Justice of the Common Pleas

Justice of the Common Pleas is in Common Pleas.

On 16th October 1320 John Stonor [aged 39] was appointed Justice of the Common Pleas.

In 1328 Richard Willoughby [aged 38] was appointed Justice of the Common Pleas.

On 23rd May 1340 Robert Parning was appointed Justice of the Common Pleas.

In 1354 Henry Green was appointed Justice of the Common Pleas.

In 1371 John Cavendish [aged 25] was appointed Justice of the Common Pleas.

In 1405 John Cockayne [aged 45] was appointed Justice of the Common Pleas.

On 15th October 1429 William Paston [aged 51] was appointed Justice of the Common Pleas.

On 5th September 1461 Richard Choke [aged 41] was appointed Justice of the Common Pleas which position he held for life.

In 1518 John More [aged 67] was appointed Justice of the Common Pleas.

In 1539 Edward Montagu [aged 9] was appointed Justice of the Common Pleas.

Anne Boleyn. Her Life as told by Lancelot de Carle's 1536 Letter.

In 1536, two weeks after the execution of Anne Boleyn, her brother George and four others, Lancelot du Carle, wrote an extraordinary letter that described Anne's life, and her trial and execution, to which he was a witness. This book presents a new translation of that letter, with additional material from other contemporary sources such as Letters, Hall's and Wriothesley's Chronicles, the pamphlets of Wynkyn the Worde, the Memorial of George Constantyne, the Portuguese Letter and the Baga de Secrets, all of which are provided in Appendices.

Available at Amazon in eBook and Paperback format.

In 1552 William Stanford [aged 42] was appointed Justice of the Common Pleas.

The Letter Books of Amias Paulet Keeper of Mary Queen of Scots Published 1874 Marys Execution. [8th February 1587] Poulet [aged 54], as has already been said, was made Chancellor of the Garter in April, 1587, but he did not retain this preferment for a whole year. He continued in the Captaincy of Jersey up to his death, but he appears to have resided in and near London. In the British Museum are two letters from him of small importance. One, addressed to the Lord High Admiral, is dated, "From my poor lodging in Fleet Street [Map], the 14th of January, 1587," about "right of tenths in Jersey, belonging to the Government." The other, "From my little lodge at Twickenham, the 24th of April, 1588," "on behalf of Berry," whose divorce was referred by the Justices of the Common Pleas to four Doctors of the Civil Law, of whom Mr. Doctor Caesar, Judge of the Admiralty, to whom the letter was written, was one.

His name also occurs in a letter, from Walsingham to Burghley, dated May 23, 1587, while Elizabeth still kept up the farce of Burghley's disgrace for despatching Mary Stuart's death-warrant. "Touching the Chancellorship of the Duchy, she told Sir Amias Poulet that in respect of her promise made unto me, she would not dispose of it otherwise. But yet hath he no power to deliver the seals unto me, though for that purpose the Attorney is commanded to attend him, who I suppose will be dismissed hence this day without any resolution." And on the 4th of January following, together with the other lords of the Council, he signed a letter addressed by the Privy Council to the Lord Admiral and to Lord Buckhurst, the Lieutenants of Sussex, against such Catholics as "most obstinately have refused to come to the church to prayers and divine service," requiring them to "cause the most obstinate and noted persons to be committed to such prisons as are fittest for their safe keeping: the rest that are of value, and not so obstinate, are to be referred to the custody of some -ecclesiastical persons and other gentlemen well affected, to remain at the charges of the recusant, to be restrained in such sort as they may be forthcoming, and kept from intelligence with one another." On the 26th of September, in the year in which this letter was written, 1588, Sir Amias Poulet died.

Poulet was buried in St. Martin-in-the-Fields, London. [Map]. When that church was pulled down to be rebuilt, his remains, with the handsome monument erected over them, were removed to the parish church of Hinton St. George. After various panegyrics in Latin, French, and English inscribed on his monument, a quatrain, expressive apparently of royal favour, pays the following tribute to the service rendered by him to the State as Keeper of the Queen of Scots: Never shall cease to spread wise Poulet's fame; These will speak, and men shall blush for shame: Without offence to speak what I do know, Great is the debt England to him doth owe.

In 1595 Thomas Owen of Condover was appointed Justice of the Common Pleas.

On 30th May 1654 Hugh Wyndham Baron of the Exchequer [aged 52] was appointed Justice of the Common Pleas by Oliver Cromwell [aged 55].

In 1816 Charles Abbott 1st Baron Tenterden [aged 53] was appointed Justice of the Common Pleas.

William Paston was appointed Justice of the Common Pleas.

John Bourchier was appointed Justice of the Common Pleas.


Gather all lines in the records below that include the word "with".

━━ Records to use

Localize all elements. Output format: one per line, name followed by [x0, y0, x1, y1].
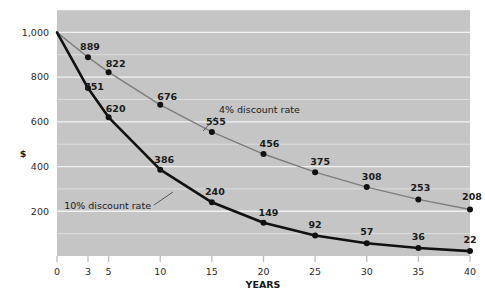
data-point-label: 92 — [309, 219, 322, 230]
data-point-marker — [157, 167, 163, 173]
data-point-label: 456 — [260, 138, 280, 149]
data-point-marker — [106, 69, 112, 75]
y-tick-label: 400 — [31, 161, 49, 172]
x-tick-label: 10 — [154, 266, 166, 277]
data-point-marker — [364, 184, 370, 190]
data-point-label: 620 — [106, 103, 126, 114]
data-point-label: 36 — [412, 231, 426, 242]
data-point-marker — [364, 240, 370, 246]
x-tick-label: 5 — [106, 266, 112, 277]
y-tick-label: 600 — [31, 116, 49, 127]
data-point-label: 889 — [80, 41, 100, 52]
y-axis-title: $ — [20, 148, 27, 159]
annotation-10-percent-discount-rate: 10% discount rate — [64, 200, 151, 211]
x-tick-label: 30 — [361, 266, 373, 277]
x-axis-tick-labels: 03510152025303540 — [54, 266, 476, 277]
data-point-marker — [209, 129, 215, 135]
data-point-marker — [467, 206, 473, 212]
data-point-marker — [209, 199, 215, 205]
x-axis-tick-marks — [57, 256, 470, 262]
data-point-label: 822 — [106, 58, 126, 69]
data-point-label: 240 — [205, 186, 225, 197]
x-axis-title: YEARS — [245, 279, 281, 290]
x-tick-label: 20 — [257, 266, 269, 277]
data-point-label: 253 — [410, 182, 430, 193]
data-point-label: 149 — [259, 207, 279, 218]
x-tick-label: 40 — [464, 266, 476, 277]
y-axis-tick-labels: 2004006008001,000 — [22, 27, 49, 217]
data-point-label: 676 — [157, 91, 177, 102]
annotation-4-percent-discount-rate: 4% discount rate — [219, 104, 300, 115]
data-point-marker — [467, 248, 473, 254]
data-point-marker — [106, 114, 112, 120]
x-tick-label: 25 — [309, 266, 321, 277]
data-point-marker — [85, 54, 91, 60]
data-point-label: 22 — [463, 234, 476, 245]
data-point-label: 751 — [84, 81, 104, 92]
y-tick-label: 200 — [31, 206, 49, 217]
plot-area-background — [57, 10, 470, 256]
x-tick-label: 35 — [412, 266, 424, 277]
data-point-label: 308 — [362, 171, 382, 182]
data-point-marker — [312, 169, 318, 175]
data-point-marker — [312, 232, 318, 238]
data-point-marker — [261, 151, 267, 157]
data-point-marker — [415, 196, 421, 202]
data-point-marker — [261, 220, 267, 226]
discount-rate-chart: 2004006008001,000 03510152025303540 8898… — [0, 0, 485, 299]
y-tick-label: 1,000 — [22, 27, 49, 38]
chart-canvas: 2004006008001,000 03510152025303540 8898… — [0, 0, 485, 299]
y-tick-label: 800 — [31, 71, 49, 82]
x-tick-label: 0 — [54, 266, 60, 277]
data-point-marker — [415, 245, 421, 251]
data-point-label: 386 — [154, 154, 174, 165]
x-tick-label: 15 — [206, 266, 218, 277]
data-point-label: 208 — [462, 191, 482, 202]
data-point-marker — [157, 102, 163, 108]
data-point-label: 375 — [310, 156, 330, 167]
x-tick-label: 3 — [85, 266, 91, 277]
data-point-label: 57 — [360, 226, 373, 237]
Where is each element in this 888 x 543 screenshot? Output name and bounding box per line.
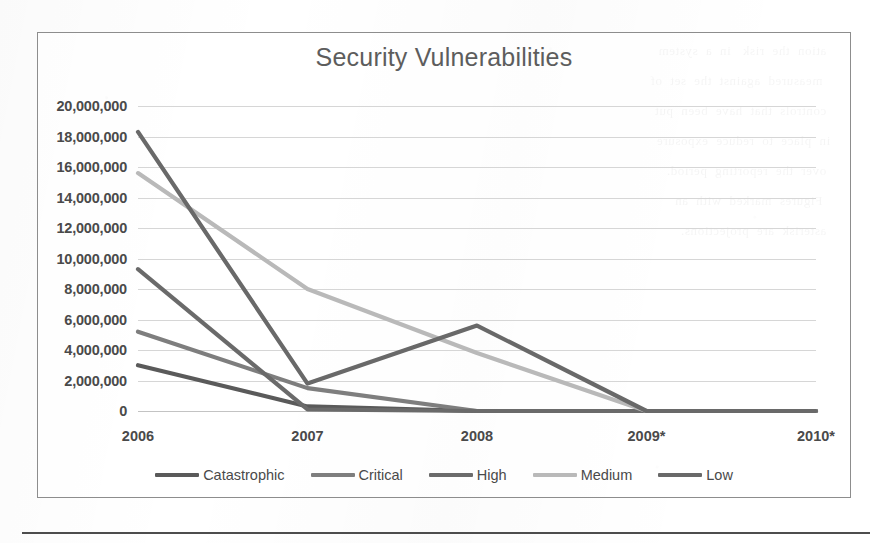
legend-label: Medium (581, 467, 633, 483)
plot-area: 20,000,00018,000,00016,000,00014,000,000… (138, 106, 816, 411)
y-axis-tick-label: 4,000,000 (64, 342, 127, 358)
legend-label: Catastrophic (203, 467, 284, 483)
y-axis-tick-label: 12,000,000 (56, 220, 127, 236)
x-axis-tick-label: 2007 (291, 428, 323, 444)
y-axis-tick-label: 20,000,000 (56, 98, 127, 114)
y-axis-tick-label: 18,000,000 (56, 129, 127, 145)
legend-swatch-high (429, 473, 473, 477)
y-axis-tick-label: 6,000,000 (64, 312, 127, 328)
x-axis-tick-label: 2009* (628, 428, 666, 444)
y-axis-tick-label: 0 (119, 403, 127, 419)
page-horizontal-rule (22, 532, 870, 534)
legend-label: Low (706, 467, 733, 483)
legend-swatch-low (658, 473, 702, 477)
legend-label: Critical (359, 467, 403, 483)
series-line-low (138, 132, 816, 411)
x-axis-tick-label: 2006 (122, 428, 154, 444)
legend-swatch-medium (533, 473, 577, 477)
series-lines (138, 106, 816, 411)
series-line-critical (138, 332, 816, 411)
series-line-catastrophic (138, 365, 816, 411)
legend-item-catastrophic[interactable]: Catastrophic (155, 467, 284, 483)
x-axis-tick-label: 2010* (797, 428, 835, 444)
chart-title: Security Vulnerabilities (38, 43, 850, 72)
legend-item-critical[interactable]: Critical (311, 467, 403, 483)
y-axis-tick-label: 2,000,000 (64, 373, 127, 389)
y-axis-tick-label: 8,000,000 (64, 281, 127, 297)
legend-item-medium[interactable]: Medium (533, 467, 633, 483)
y-axis-tick-label: 14,000,000 (56, 190, 127, 206)
legend-swatch-catastrophic (155, 473, 199, 477)
chart-container: Security Vulnerabilities 20,000,00018,00… (37, 32, 851, 498)
y-axis-tick-label: 10,000,000 (56, 251, 127, 267)
legend-label: High (477, 467, 507, 483)
legend-item-low[interactable]: Low (658, 467, 733, 483)
legend-swatch-critical (311, 473, 355, 477)
legend-item-high[interactable]: High (429, 467, 507, 483)
series-line-medium (138, 173, 816, 411)
y-axis-tick-label: 16,000,000 (56, 159, 127, 175)
chart-legend: CatastrophicCriticalHighMediumLow (38, 467, 850, 483)
x-axis-tick-label: 2008 (461, 428, 493, 444)
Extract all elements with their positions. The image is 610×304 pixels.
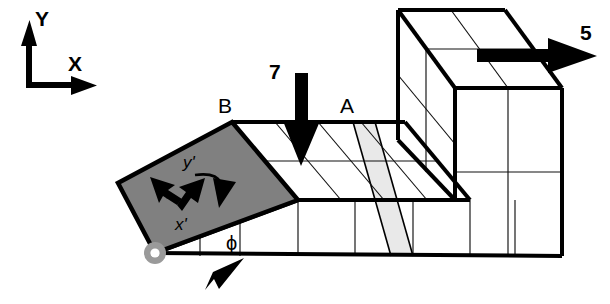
x-axis-label: X (68, 52, 82, 75)
angle-phi-label: ϕ (226, 232, 237, 254)
pivot-inner-hole (150, 248, 159, 257)
load-5-label: 5 (580, 21, 592, 44)
local-x-axis-label: x' (174, 215, 188, 234)
y-axis-label: Y (35, 7, 49, 30)
local-y-axis-label: y' (182, 153, 196, 172)
point-label-A: A (340, 94, 354, 117)
mechanics-diagram: Y X (0, 0, 610, 304)
point-label-B: B (218, 94, 232, 117)
pin-support (144, 242, 166, 264)
load-7-label: 7 (269, 60, 281, 83)
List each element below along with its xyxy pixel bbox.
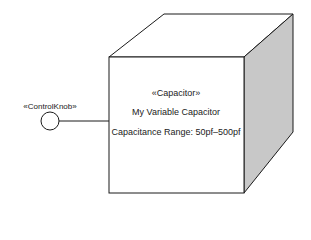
interface-label: «ControlKnob» xyxy=(23,102,76,111)
node-stereotype: «Capacitor» xyxy=(152,88,201,98)
interface-lollipop-icon[interactable] xyxy=(41,112,59,130)
node-front-face[interactable] xyxy=(109,57,244,193)
node-name: My Variable Capacitor xyxy=(132,107,220,117)
node-attribute: Capacitance Range: 50pf–500pf xyxy=(111,127,240,137)
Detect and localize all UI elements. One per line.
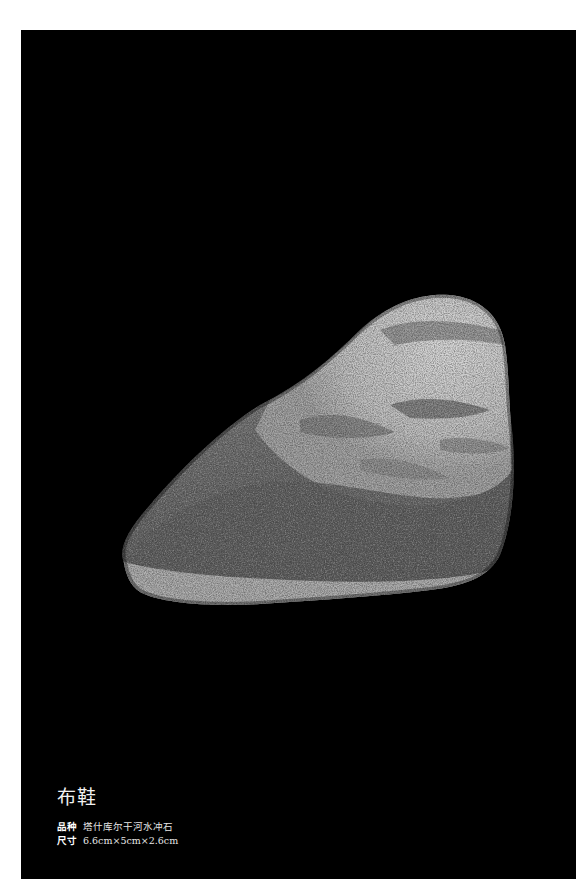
size-row: 尺寸6.6cm×5cm×2.6cm bbox=[57, 834, 178, 848]
variety-label: 品种 bbox=[57, 821, 77, 832]
stone-title: 布鞋 bbox=[57, 786, 178, 808]
stone-photo bbox=[0, 0, 576, 879]
size-value: 6.6cm×5cm×2.6cm bbox=[83, 835, 178, 846]
caption-block: 布鞋 品种塔什库尔干河水冲石 尺寸6.6cm×5cm×2.6cm bbox=[57, 786, 178, 848]
variety-value: 塔什库尔干河水冲石 bbox=[83, 821, 173, 832]
variety-row: 品种塔什库尔干河水冲石 bbox=[57, 820, 178, 834]
size-label: 尺寸 bbox=[57, 835, 77, 846]
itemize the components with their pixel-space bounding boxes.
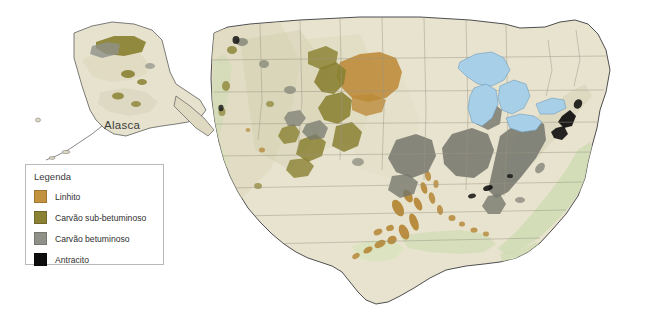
legend-box: Legenda Linhito Carvão sub-betuminoso Ca… (25, 164, 164, 265)
deposit-lignite-al-1 (471, 227, 478, 232)
aleutian-island-2 (49, 157, 55, 160)
deposit-bituminous-nebraska (352, 158, 364, 166)
deposit-lignite-west-2 (246, 128, 251, 132)
legend-label-bituminous: Carvão betuminoso (55, 234, 130, 244)
us-coal-map (0, 0, 654, 322)
legend-item-anthracite: Antracito (34, 251, 163, 268)
legend-label-subbituminous: Carvão sub-betuminoso (55, 213, 146, 223)
legend-swatch-bituminous (34, 232, 47, 245)
deposit-lignite-ar-3 (433, 180, 438, 188)
deposit-subbituminous-washington (227, 46, 237, 54)
alaska-deposit-subbituminous-3 (137, 79, 147, 85)
deposit-lignite-al-2 (483, 232, 489, 237)
map-figure: Alasca Legenda Linhito Carvão sub-betumi… (0, 0, 654, 322)
deposit-subbituminous-oregon (222, 81, 230, 91)
deposit-anthracite-washington (233, 36, 240, 44)
deposit-subbituminous-idaho (266, 101, 274, 107)
aleutian-island (62, 150, 70, 153)
deposit-bituminous-wyoming-w (284, 86, 296, 94)
deposit-lignite-ms-1 (449, 215, 456, 221)
contiguous-us (211, 17, 610, 304)
alaska-deposit-bituminous-2 (145, 63, 155, 69)
alaska-label: Alasca (104, 119, 140, 131)
aleutian-island-3 (36, 118, 41, 122)
deposit-lignite-ms-2 (459, 221, 465, 226)
deposit-subbituminous-arizona (254, 183, 262, 189)
legend-item-bituminous: Carvão betuminoso (34, 230, 163, 247)
deposit-anthracite-kentucky (507, 174, 513, 178)
deposit-lignite-west-1 (259, 148, 265, 153)
alaska-deposit-subbituminous-5 (131, 101, 141, 107)
legend-label-anthracite: Antracito (55, 255, 89, 265)
deposit-bituminous-georgia (515, 197, 525, 203)
legend-swatch-lignite (34, 190, 47, 203)
alaska-deposit-subbituminous-2 (121, 70, 135, 78)
legend-title: Legenda (34, 171, 163, 182)
alaska-deposit-subbituminous-4 (112, 93, 124, 100)
lowland-florida (508, 256, 544, 302)
aleutian-islands (46, 126, 102, 160)
legend-label-lignite: Linhito (55, 192, 80, 202)
deposit-anthracite-california (218, 105, 223, 111)
legend-swatch-subbituminous (34, 211, 47, 224)
alaska-inset (36, 22, 215, 160)
legend-item-subbituminous: Carvão sub-betuminoso (34, 209, 163, 226)
legend-item-lignite: Linhito (34, 188, 163, 205)
legend-swatch-anthracite (34, 253, 47, 266)
deposit-bituminous-montana-w (259, 60, 269, 68)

━━━━

**Expected output**
Extract all elements with their positions. The image is 610×304 pixels.
List each element below along with its xyxy pixel bbox.
itemize the components with their pixel-space bounding boxes.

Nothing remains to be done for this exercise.